Rise in bigotry, sign of growing insecurity
A couple of years ago, in an interview on Irish television, the British actor and TV personality Stephen Fry made some comments that potentially fell foul of the Republic of Ireland’s 2009 Defamation Act, according to which anyone who says or publishes anything construed as blasphemous “shall be guilty of an offence”. A member of the public filed a complaint at the time, which appears to have been ignored until he contacted the police again some weeks ago to ascertain whether the matter had been pursued.
At the end of last week, it was reported that police had launched an investigation. By Monday, the probe had been dropped, after the police “were unable to find a substantial number of outraged people.”
Even if a prosecution had been pursued and a conviction obtained against Mr Fry and the broadcaster RTE, the culprits would have been liable to, at worst, a fine of 25,000 euros. Yet the episode graphically highlights the absurdity of the Irish law, and Ivana Bacik, a senator who campaigned against it in 2009, has been quoted as saying that “it is being used as a model by these regimes [including Pakistan] and this is not what Ireland should aspire to”.
That is an unfair claim. The Irish model, however odd it may seem from a Western European perspective, would surely be deemed far too lame by many Muslim states. As we have been reminded far too frequently in recent years, long after the colonial law was beefed up by Pakistan’s most toxic military regime, the very concept has been appropriated by some of the worst elements in society as an excuse for murder. The vaguest insinuations of blasphemy, invariably false or dubious in the extreme, can — and all too often do — lead to lynchings.
The law itself may be questioned by some, but efforts to reform it were suspended several years ago. They wouldn’t want a word of it to be changed, but all too many of them also seem determined to override its processes. Ill-motivated accusations suffice as evidence of guilt. An irrevocable verdict is pronou-nced in minds inflamed with the passion of ignorance, and then carried out in the most brutal manner imaginable, often in full public view.
The sheer barbarism of the mob that brutalised and then murdered the Mardan university student Mashal Khan in his hostel almost a month ago spurred a broader degree of revulsion than is the norm in such circumstances.
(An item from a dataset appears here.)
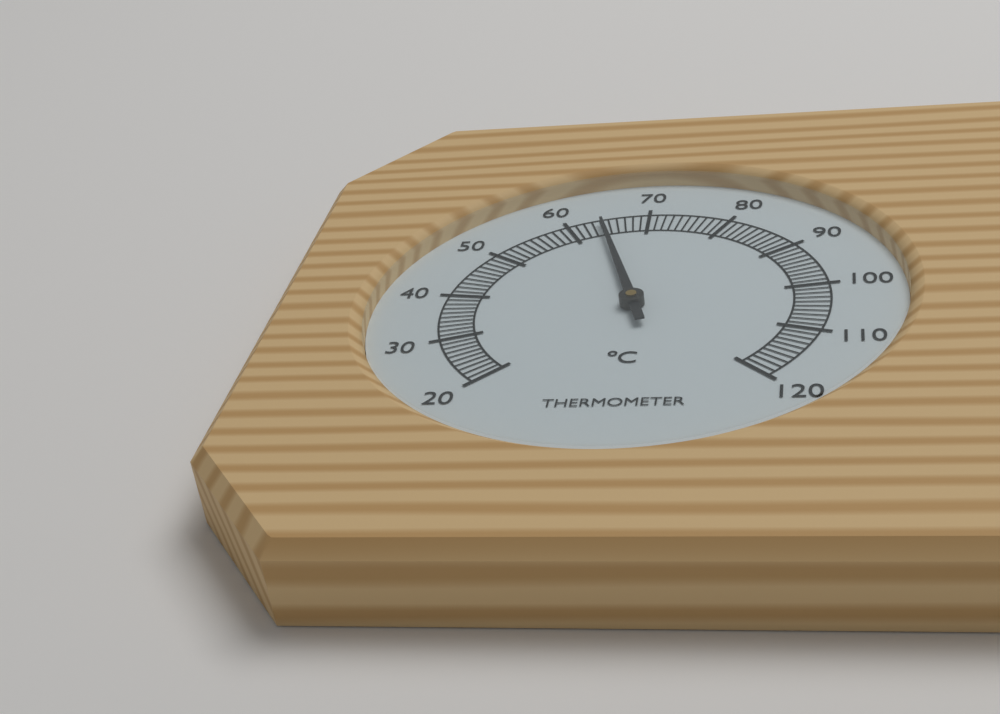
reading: 64 °C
The leaders of all the major political parties — including those whose activists are alleged to have participated in or possibly even spearheaded the outrage — lined up to condemn the atrocity. In many cases, however, they waited for the police to declare that the accusations of blasphemy were groundless before issuing their statements or offering condolences.
By all accounts, Mashal Khan was indeed “guilty” of holding enlightened views that may not have tallied with those of some of his peers, and of challenging the incompetence of the university authorities.
From what one can gather, the latter “crime” may have been crucial in sealing his fate. It’s reasonably safe to assume, though, that whatever the actual motivation behind the horrific outbreak of violence, at least some of the perpetrators saw their own descent into savagery as some kind of a religious duty.
As, no doubt, did the members of a mob that attacked a police station in Hub, Balochistan, in order to lynch a man from a minority community, who has been accused of blasphemy. To their credit, local officials resisted the demand for instant injustice, but a young boy was killed in the violence.
Bigotry is on the rise in the neighbourhood. But wherever those who insist that anyone who disagrees with their beliefs be deprived of their life or liberty are, in fact, conceding a weakness. Fanaticism springs from insecurity.